AILGJul 11, 2012

Predictive State Representations: A New Theory for Modeling Dynamical Systems

arXiv:1207.4167v1303 citations
Originality Highly original
AI Analysis

This work provides a foundational theory for modeling discrete-time dynamical systems, which is incremental in extending prior concepts like OOMs.

The paper tackles the problem of modeling dynamical systems by introducing Predictive State Representations (PSRs), a new class of models that represent system states as predictions of observable outcomes, and shows that PSRs are more general than existing models like nth-order Markov models and HMMs/POMDPs.

Modeling dynamical systems, both for control purposes and to make predictions about their behavior, is ubiquitous in science and engineering. Predictive state representations (PSRs) are a recently introduced class of models for discrete-time dynamical systems. The key idea behind PSRs and the closely related OOMs (Jaeger's observable operator models) is to represent the state of the system as a set of predictions of observable outcomes of experiments one can do in the system. This makes PSRs rather different from history-based models such as nth-order Markov models and hidden-state-based models such as HMMs and POMDPs. We introduce an interesting construct, the systemdynamics matrix, and show how PSRs can be derived simply from it. We also use this construct to show formally that PSRs are more general than both nth-order Markov models and HMMs/POMDPs. Finally, we discuss the main difference between PSRs and OOMs and conclude with directions for future work.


> What the task asks:
Every line below that holds the string "sheath" should be copied.

> Dataset content:
# # # # #
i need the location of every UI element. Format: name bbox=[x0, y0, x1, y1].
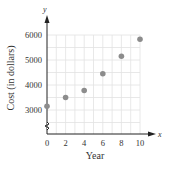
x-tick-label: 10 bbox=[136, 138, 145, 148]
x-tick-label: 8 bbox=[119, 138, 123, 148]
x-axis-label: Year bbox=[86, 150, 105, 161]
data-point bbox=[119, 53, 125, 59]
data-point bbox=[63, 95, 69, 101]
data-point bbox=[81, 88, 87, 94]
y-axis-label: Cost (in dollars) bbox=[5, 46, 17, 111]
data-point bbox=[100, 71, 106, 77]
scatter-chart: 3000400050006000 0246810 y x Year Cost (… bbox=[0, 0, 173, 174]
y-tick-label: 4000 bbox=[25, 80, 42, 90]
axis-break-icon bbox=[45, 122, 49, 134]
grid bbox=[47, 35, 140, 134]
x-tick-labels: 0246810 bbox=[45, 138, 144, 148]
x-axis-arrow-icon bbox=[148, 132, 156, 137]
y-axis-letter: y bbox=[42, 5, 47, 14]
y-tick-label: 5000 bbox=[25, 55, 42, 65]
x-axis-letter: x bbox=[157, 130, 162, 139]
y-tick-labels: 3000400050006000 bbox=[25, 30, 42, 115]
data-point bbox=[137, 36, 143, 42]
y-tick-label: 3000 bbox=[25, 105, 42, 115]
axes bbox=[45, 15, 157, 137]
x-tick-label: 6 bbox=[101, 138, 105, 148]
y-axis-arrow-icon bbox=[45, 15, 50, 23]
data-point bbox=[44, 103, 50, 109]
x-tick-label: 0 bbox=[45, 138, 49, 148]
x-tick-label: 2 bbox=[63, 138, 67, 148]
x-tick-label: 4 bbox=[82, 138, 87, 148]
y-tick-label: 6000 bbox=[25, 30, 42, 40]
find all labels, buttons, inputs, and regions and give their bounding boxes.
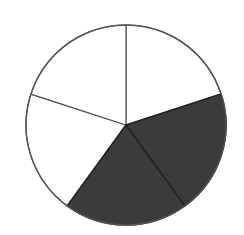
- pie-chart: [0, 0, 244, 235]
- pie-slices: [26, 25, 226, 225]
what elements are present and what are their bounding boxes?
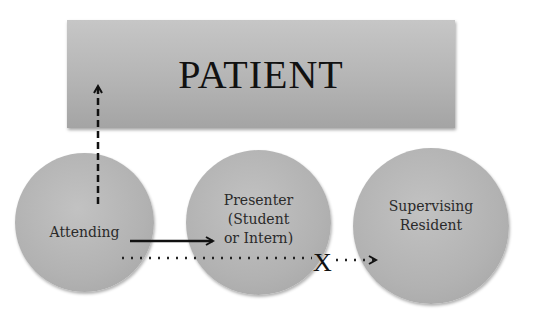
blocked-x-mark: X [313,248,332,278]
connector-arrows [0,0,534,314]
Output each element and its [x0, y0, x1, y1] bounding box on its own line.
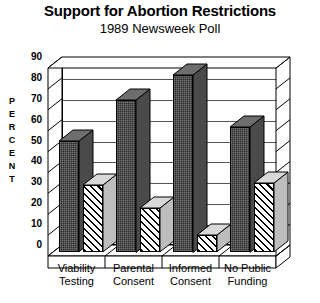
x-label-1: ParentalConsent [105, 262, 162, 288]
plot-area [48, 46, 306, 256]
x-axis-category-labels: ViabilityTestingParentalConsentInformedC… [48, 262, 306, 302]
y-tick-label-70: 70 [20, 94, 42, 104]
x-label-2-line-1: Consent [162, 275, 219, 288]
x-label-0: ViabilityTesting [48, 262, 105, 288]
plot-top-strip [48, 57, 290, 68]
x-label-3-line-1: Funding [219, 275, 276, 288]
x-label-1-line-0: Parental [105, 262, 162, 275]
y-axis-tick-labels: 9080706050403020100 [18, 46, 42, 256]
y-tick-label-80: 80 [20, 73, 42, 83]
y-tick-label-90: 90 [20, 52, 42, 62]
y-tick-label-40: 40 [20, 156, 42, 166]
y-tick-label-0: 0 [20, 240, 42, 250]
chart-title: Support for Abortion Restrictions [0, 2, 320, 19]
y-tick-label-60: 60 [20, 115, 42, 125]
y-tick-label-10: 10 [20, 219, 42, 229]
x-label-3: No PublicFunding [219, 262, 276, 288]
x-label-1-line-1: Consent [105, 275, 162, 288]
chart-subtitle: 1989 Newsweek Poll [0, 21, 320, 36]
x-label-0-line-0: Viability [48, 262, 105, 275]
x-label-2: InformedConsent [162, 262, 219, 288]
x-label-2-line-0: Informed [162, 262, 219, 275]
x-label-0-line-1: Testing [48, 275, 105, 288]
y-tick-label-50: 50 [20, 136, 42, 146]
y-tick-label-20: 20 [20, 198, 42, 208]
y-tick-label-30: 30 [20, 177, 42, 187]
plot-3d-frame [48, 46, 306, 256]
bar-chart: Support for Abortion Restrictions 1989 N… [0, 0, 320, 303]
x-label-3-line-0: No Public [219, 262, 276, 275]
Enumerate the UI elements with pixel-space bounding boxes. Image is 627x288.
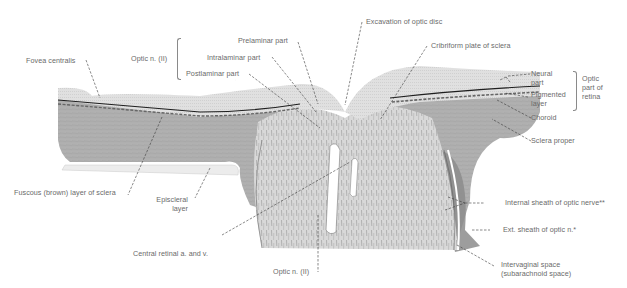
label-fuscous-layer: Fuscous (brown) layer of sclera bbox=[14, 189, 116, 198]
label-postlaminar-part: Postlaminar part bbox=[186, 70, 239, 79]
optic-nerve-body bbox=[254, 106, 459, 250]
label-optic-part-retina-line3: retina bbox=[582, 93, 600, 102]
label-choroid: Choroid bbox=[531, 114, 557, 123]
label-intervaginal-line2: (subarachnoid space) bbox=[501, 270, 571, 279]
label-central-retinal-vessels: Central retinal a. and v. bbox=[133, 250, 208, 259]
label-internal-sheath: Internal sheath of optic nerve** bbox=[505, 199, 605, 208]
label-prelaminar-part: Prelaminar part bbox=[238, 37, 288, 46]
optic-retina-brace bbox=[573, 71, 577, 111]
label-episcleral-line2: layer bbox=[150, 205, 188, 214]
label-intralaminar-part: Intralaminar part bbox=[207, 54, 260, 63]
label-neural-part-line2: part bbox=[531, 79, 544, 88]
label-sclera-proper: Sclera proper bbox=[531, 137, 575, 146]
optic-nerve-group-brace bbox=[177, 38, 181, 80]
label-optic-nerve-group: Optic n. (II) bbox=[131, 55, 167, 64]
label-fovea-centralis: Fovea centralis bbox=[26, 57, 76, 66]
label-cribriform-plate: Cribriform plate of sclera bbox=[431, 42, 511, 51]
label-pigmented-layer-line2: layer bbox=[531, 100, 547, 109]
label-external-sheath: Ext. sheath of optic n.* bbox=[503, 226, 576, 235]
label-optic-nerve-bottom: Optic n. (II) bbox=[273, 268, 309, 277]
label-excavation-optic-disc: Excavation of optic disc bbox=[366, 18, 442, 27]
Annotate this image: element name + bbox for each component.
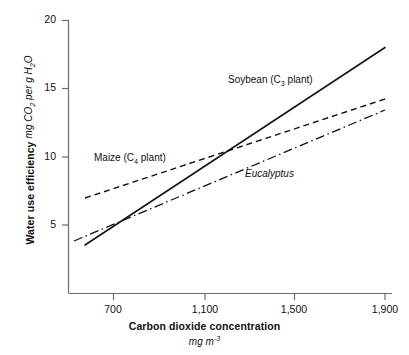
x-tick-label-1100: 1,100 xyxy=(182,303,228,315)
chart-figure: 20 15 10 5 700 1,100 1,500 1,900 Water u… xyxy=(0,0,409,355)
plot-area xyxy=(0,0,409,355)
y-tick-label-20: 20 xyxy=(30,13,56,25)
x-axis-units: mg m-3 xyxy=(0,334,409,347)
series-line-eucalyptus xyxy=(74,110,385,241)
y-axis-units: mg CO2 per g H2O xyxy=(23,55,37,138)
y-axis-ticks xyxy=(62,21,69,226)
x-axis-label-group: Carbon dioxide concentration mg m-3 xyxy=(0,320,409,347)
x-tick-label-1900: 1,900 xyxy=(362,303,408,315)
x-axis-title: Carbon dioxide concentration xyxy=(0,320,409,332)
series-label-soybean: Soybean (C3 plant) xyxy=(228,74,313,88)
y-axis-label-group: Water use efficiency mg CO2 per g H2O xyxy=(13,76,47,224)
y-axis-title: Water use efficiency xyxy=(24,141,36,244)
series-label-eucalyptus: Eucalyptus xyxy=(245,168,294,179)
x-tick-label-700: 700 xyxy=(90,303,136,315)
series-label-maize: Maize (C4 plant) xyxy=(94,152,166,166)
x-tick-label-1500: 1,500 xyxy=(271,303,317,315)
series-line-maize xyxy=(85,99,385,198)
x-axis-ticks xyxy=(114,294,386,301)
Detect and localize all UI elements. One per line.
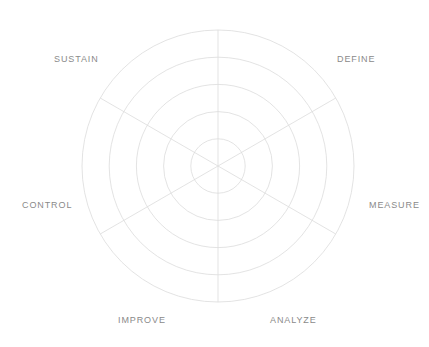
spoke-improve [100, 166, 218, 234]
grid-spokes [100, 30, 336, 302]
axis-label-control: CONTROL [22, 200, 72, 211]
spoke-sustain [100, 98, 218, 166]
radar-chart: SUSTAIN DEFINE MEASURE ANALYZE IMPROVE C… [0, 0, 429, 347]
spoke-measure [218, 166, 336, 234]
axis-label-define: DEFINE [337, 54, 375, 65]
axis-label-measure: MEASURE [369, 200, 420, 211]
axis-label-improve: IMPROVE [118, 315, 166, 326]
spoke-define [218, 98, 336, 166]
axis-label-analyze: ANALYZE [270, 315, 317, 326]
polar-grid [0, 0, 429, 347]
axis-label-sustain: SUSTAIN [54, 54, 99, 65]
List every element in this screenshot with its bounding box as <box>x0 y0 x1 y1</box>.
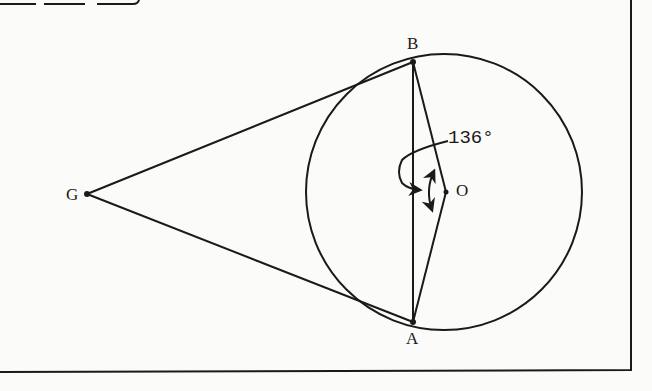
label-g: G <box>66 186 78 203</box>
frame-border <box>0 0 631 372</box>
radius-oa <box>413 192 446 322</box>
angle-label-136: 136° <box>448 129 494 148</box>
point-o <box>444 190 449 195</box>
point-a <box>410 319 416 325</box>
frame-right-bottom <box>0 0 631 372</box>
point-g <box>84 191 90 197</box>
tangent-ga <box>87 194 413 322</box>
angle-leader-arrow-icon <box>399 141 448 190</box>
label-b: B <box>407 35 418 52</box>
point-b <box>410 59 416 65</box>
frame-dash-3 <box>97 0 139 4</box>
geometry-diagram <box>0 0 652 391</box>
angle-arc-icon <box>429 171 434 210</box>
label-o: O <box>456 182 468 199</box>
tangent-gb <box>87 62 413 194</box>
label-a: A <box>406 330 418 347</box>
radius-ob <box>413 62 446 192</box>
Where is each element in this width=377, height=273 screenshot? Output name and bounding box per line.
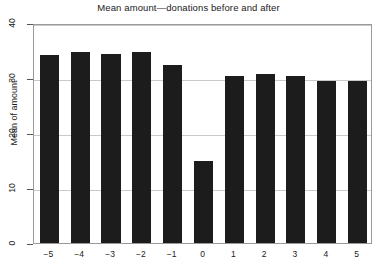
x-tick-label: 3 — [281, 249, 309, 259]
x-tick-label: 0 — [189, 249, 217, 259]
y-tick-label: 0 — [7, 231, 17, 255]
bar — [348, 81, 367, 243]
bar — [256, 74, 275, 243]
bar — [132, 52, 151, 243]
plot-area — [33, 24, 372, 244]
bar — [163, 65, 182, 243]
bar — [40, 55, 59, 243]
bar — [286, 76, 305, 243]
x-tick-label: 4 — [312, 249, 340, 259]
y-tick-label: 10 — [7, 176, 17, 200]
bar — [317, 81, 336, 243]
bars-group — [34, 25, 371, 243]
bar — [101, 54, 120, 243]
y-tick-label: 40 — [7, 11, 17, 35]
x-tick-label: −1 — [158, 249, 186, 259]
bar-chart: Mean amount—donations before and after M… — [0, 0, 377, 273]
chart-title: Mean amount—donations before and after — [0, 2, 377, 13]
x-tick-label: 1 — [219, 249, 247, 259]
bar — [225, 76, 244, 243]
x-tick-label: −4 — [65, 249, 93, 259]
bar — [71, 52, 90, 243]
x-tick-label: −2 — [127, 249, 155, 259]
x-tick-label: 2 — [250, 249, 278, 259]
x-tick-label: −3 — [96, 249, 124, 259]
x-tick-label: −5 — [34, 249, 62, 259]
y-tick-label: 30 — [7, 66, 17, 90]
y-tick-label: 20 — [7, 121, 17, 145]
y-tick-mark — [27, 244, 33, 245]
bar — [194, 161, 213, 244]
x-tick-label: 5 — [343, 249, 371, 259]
# # # # #
> Result below:
label-internal-sheath: Internal sheath of optic nerve** bbox=[505, 199, 605, 208]
label-external-sheath: Ext. sheath of optic n.* bbox=[503, 226, 576, 235]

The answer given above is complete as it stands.